Android and CLI
Yesterday our training involved Android together with the command line interface. There’s not much chat, but overall, I can say that IDEs are optional. Really, I’m considering using command line on (almost) all my development environments.
I’ve learned android over a year ago, and it was just yesterday when I learned how compilation on android works (or at least the basic level). The most important thing I’ve learned yesterday is, command line should be for beginners. But in most points, command line is perfect on all levels. In beginners’ context, they can understand how things really work. IDEs hide most key parts in building, compilation, and interpretation. And in the professional context, command line gives complete control to the developer.
Thing is, it just sank into my brains.
Surely when a developer gets used to IDEs, he/she will be dependent on auto-complete, intellisense, error highlights, auto-debugs, etc. And when you take away those tools (hence IDEs) from that developer, without behind-the-scenes knowledge, he/she will be useless.
– Markku (Our finnish training instructor)
That’s all for this rant about IDEs and CLI. For my parting, here’s the script I wrote yesterday for CLI android building. (Credit goes to the training about Linux and scripting last week)
#!/bin/sh
# Version: 051613001
# This is used for debugging APKs. This command should be ran in the root directory of the project
# The name of the apk file is < ProjectName >-debug.apk and inside the bin directory
# Firstly, run ant debug
ant debug
# Get the project name and instantiate the apk file path
pname=$( pwd | awk -F/ '{ print $NF }' )
apk=bin/$pname-debug.apk
# Get the package name from AndroidManifest.xml
pack=$( cat AndroidManifest.xml | grep package | awk -F\" '{ print $2 }' )
# Get the first occurrence of the Activity
act=$( cat AndroidManifest.xml | grep 'activity android:name' | awk -F\" '{ print $2 }' | head -1 )
# Make sure the execution was successful first
if [ $? -eq 0 ]; then
# Check for the APK in bin directory
if [ -f $apk ]; then
# If found, install the file
adb -d install -r $apk
# Run the apk inside the application
adb shell am start -n $pack/$pack.$act
# Filter logcat to show the App's logs
adb logcat ActivityManager:I $pname:D *:S
else
echo "[ERR] "APK $apk does not exist. > /dev/stderr
fi
fi
For today, we’ll deal with bloody Objective-C.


(What is expected):
When the line containing "What are the" is found in the data below, copy it and each line after it through the line containing "Find the location", exactly and with no others.

(Material provided):
- - -

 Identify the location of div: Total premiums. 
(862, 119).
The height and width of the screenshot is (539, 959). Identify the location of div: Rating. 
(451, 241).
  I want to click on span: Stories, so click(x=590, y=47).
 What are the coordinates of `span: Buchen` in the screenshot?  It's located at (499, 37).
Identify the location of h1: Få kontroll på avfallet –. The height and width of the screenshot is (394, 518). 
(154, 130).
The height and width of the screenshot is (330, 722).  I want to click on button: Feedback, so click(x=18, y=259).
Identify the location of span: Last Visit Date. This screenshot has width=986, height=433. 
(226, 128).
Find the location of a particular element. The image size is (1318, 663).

- - -

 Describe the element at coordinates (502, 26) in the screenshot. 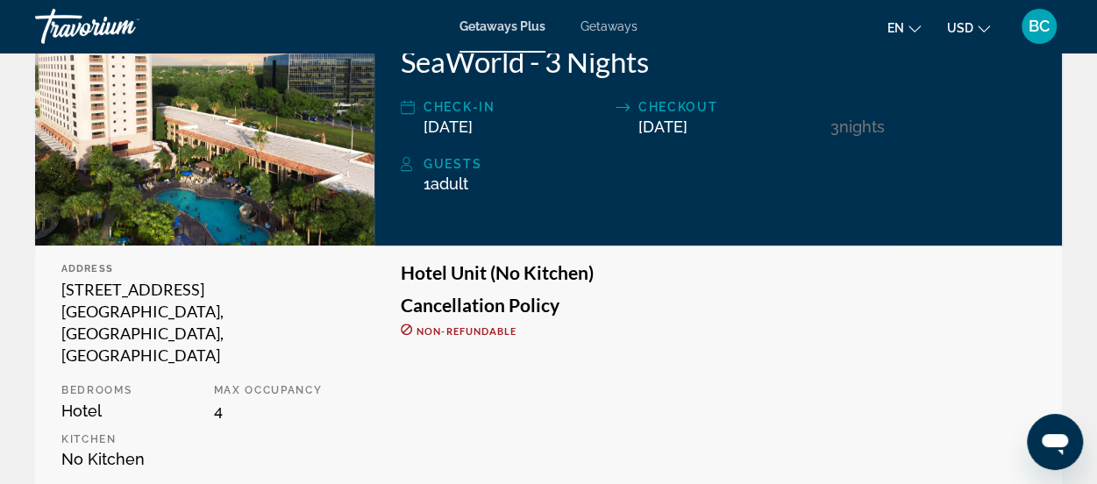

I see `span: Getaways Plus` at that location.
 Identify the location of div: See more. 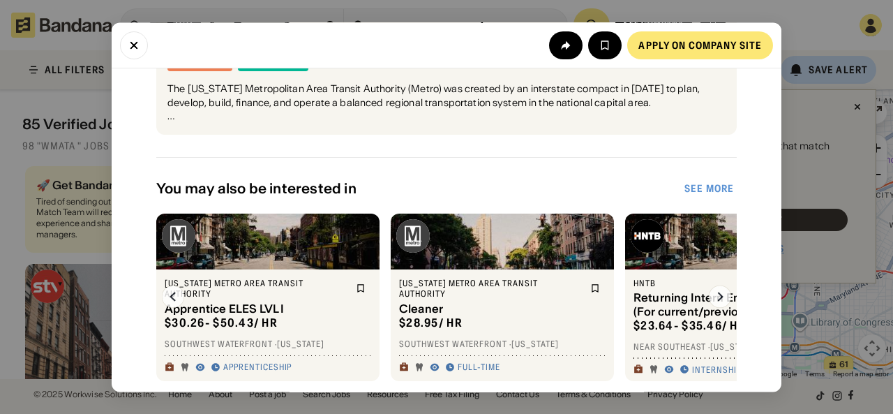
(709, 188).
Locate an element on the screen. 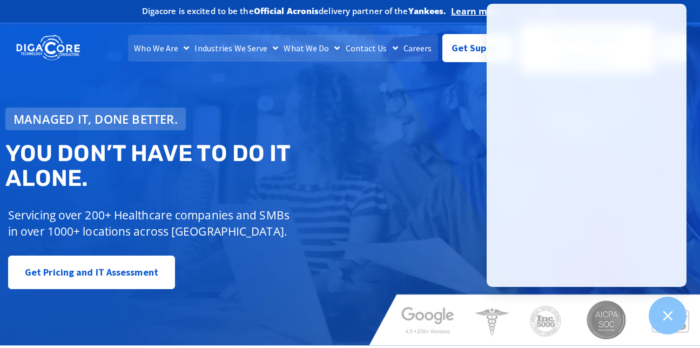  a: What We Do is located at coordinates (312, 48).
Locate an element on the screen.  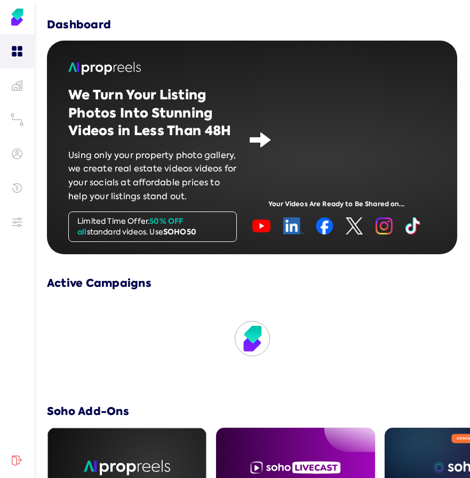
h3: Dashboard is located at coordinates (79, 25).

- - -

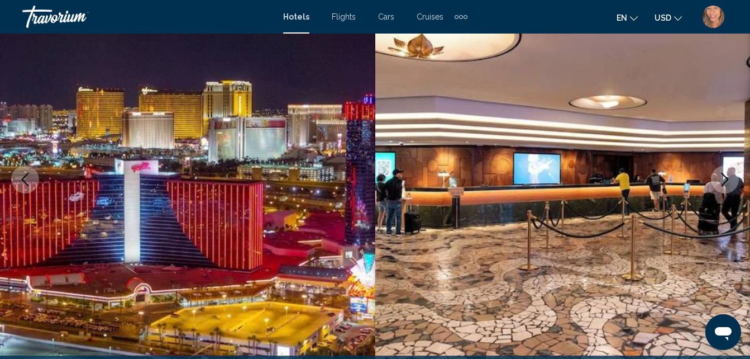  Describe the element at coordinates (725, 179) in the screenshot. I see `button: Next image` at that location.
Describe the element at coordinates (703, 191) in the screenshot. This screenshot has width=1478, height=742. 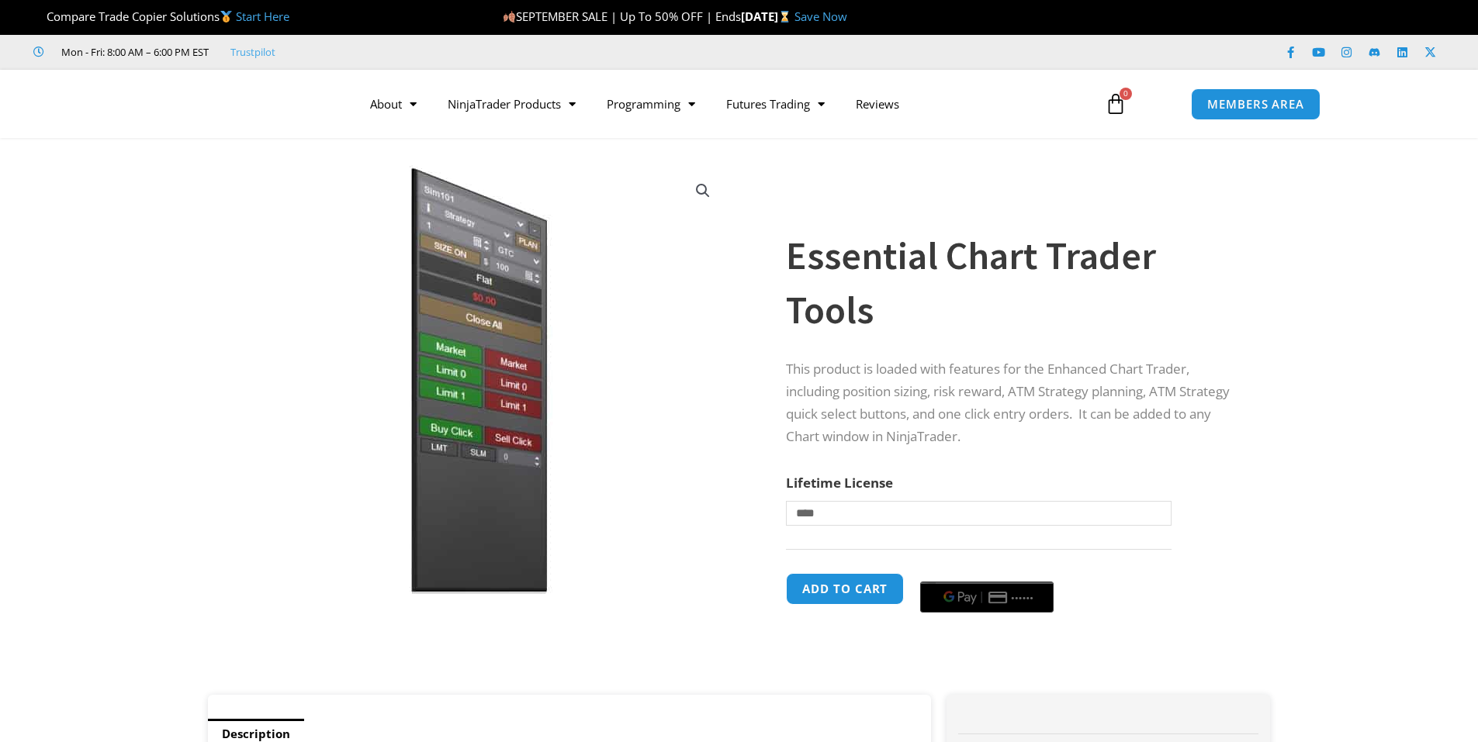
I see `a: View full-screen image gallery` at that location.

- - -

(Task output):
 What are the coordinates of `span: Buchen` in the screenshot?  It's located at (499, 37).
Identify the location of h1: Få kontroll på avfallet –. The height and width of the screenshot is (394, 518). 
(154, 130).
The height and width of the screenshot is (330, 722).  I want to click on button: Feedback, so click(x=18, y=259).
Identify the location of span: Last Visit Date. This screenshot has width=986, height=433. 
(226, 128).
Find the location of a particular element. The image size is (1318, 663).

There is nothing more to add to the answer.